Yes. Sometimes, I do.

Are there people who love me? Who I love? Many.

People who need me or would miss me? Some.

Are there still things I want to accomplish? Yes.

Do I have a chance of accomplishing them if I stay healthy? A pretty good chance.

And yet, there are moments I would trade all of these things for a pan of homemade mac and cheese, a few fresh crumb donuts with a maple old-fashioned chaser and a loaf of the warm artichoke bread you can get at that little store in Pescadero, California.

I’d sell my birthright. Maybe not for “pottage,” as Esau did, because it’s not so tasty if modern recipes are any guide. But for a sublime lasagna? Yes.

There are days I understand Nick Cage’s character in Leaving Las Vegas, the guy who holes up in a seedy Vegas motel with the express intent of drinking himself to death. I can see a moment—maybe in my late sixties, maybe later—when I say, Okay, I’m tired of fighting, let’s do this.

For me it would be Reno, which is more my speed, and I’d live out my remaining days at the Circus Circus buffet, maybe, not testing my blood sugar, not taking my meds or insulin, assuming I need insulin by then.

In this fantasy, there’s never a thought about where my husband might be, or my friends and family and colleagues. No possessions or home or career. Only me and whatever it is I somehow still think the bliss of uncontrolled, private eating can give me that nothing else can.

Waffles and pancakes every morning. Whole pizzas every night. Room service warm brownie sundaes before bed. Tubs of popcorn and giant Cokes and pound-bags of M&Ms at the movies. In between: big, soft grocery store cookies, sleeves of Fig Newtons, bags of chips.

Until my organs shut down and I drift to heaven’s gate on an eternal sugar high.
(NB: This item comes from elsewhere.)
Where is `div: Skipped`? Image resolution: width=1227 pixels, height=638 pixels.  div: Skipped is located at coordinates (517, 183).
Even as I type this, here’s one thing happening in my brain: Hey, that sounds like a pretty good idea, actually. Do I really have to wait thirty-five years?

That I can even imagine myself choosing that fantasy over all of the good things I have tells me something I couldn’t or wouldn’t see before: I have judged my father harshly.
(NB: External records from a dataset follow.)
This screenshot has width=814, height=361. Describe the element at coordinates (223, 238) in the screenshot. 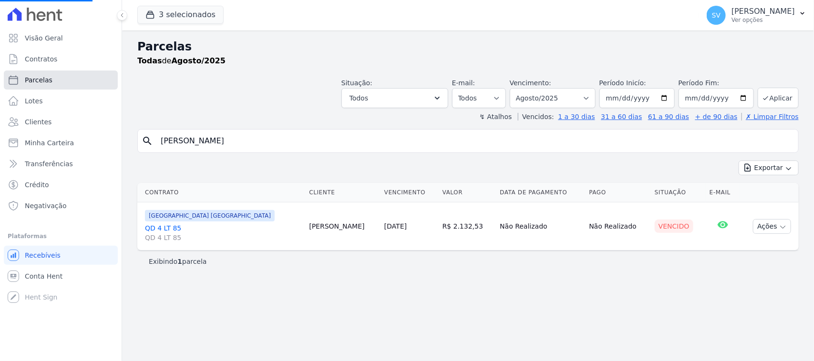

I see `span: QD 4 LT 85` at that location.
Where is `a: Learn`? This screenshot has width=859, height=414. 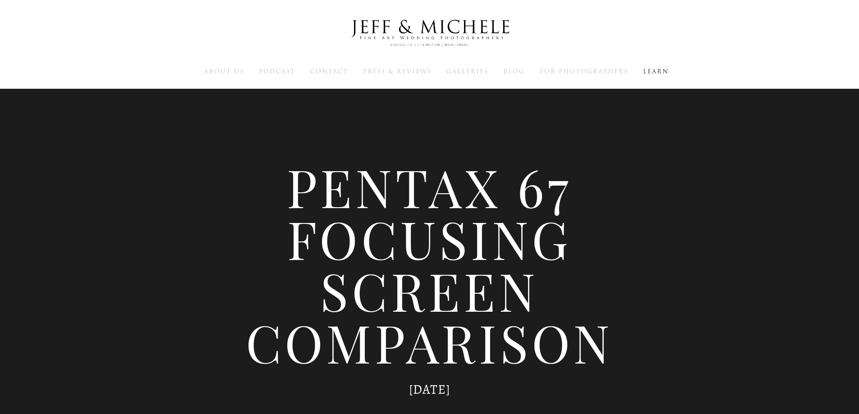
a: Learn is located at coordinates (656, 71).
His disease was alcoholism. My disease is diabetes. Both of our bodies telling us in very clear ways: stay away from this substance or you will surely die. And both of us, like Adam and Eve faced with the forbidden fruit, hearing a whispering voice that says, You have a right to this.
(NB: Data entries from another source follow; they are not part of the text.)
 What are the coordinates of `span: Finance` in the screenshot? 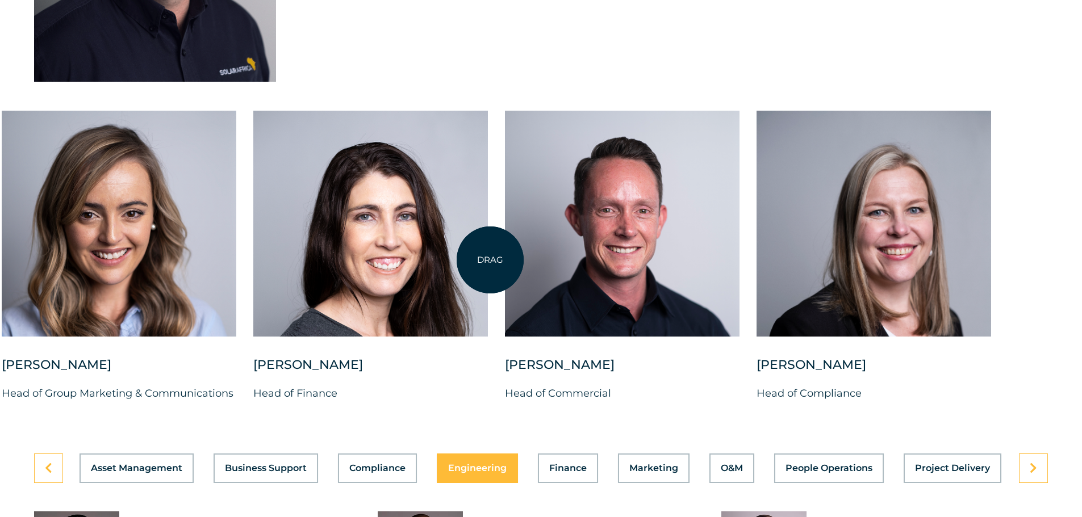 It's located at (568, 469).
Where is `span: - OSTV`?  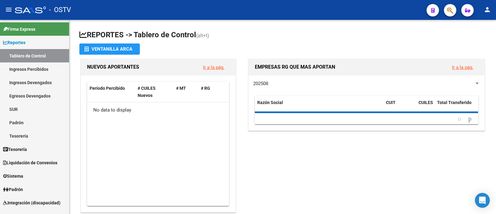 span: - OSTV is located at coordinates (60, 10).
I can’t explain or defend why I still sometimes choose this un-life over the birthright of life given me as a child of God, any more than my father could explain it.

I do understand, though. And that understanding has given me compassion, and maybe someday that compassion will lead me to forgive us both.

To be continued tomorrow.

 

Originally published in Good Letters on June 10, 2011.

Sara Zarr is the author of five novels for young adults, most recently The Lucy Variations, which the New York Times called “an elegant novel.” Her sixth, a collaborative novel with Tara Altebrando, came out December 2013. She’s a National Book Award finalist and two-time Utah Book Award winner. Her books have been variously named to annual best books lists of the American Library Association, Kirkus, Publisher’s Weekly, School Library Journal, the Guardian, the International Reading Association, the New York Public Library and Los Angeles Public Library, and have been translated into many languages. In 2010, she served as a judge for the National Book Award. In fall 2014, she received a MacDowell Colony Fellowship. She currently lives in Salt Lake City, Utah, with her husband, and online at www.sarazarr.com.

Photo above credited to Sofia Smith and used under a Creative Commons license.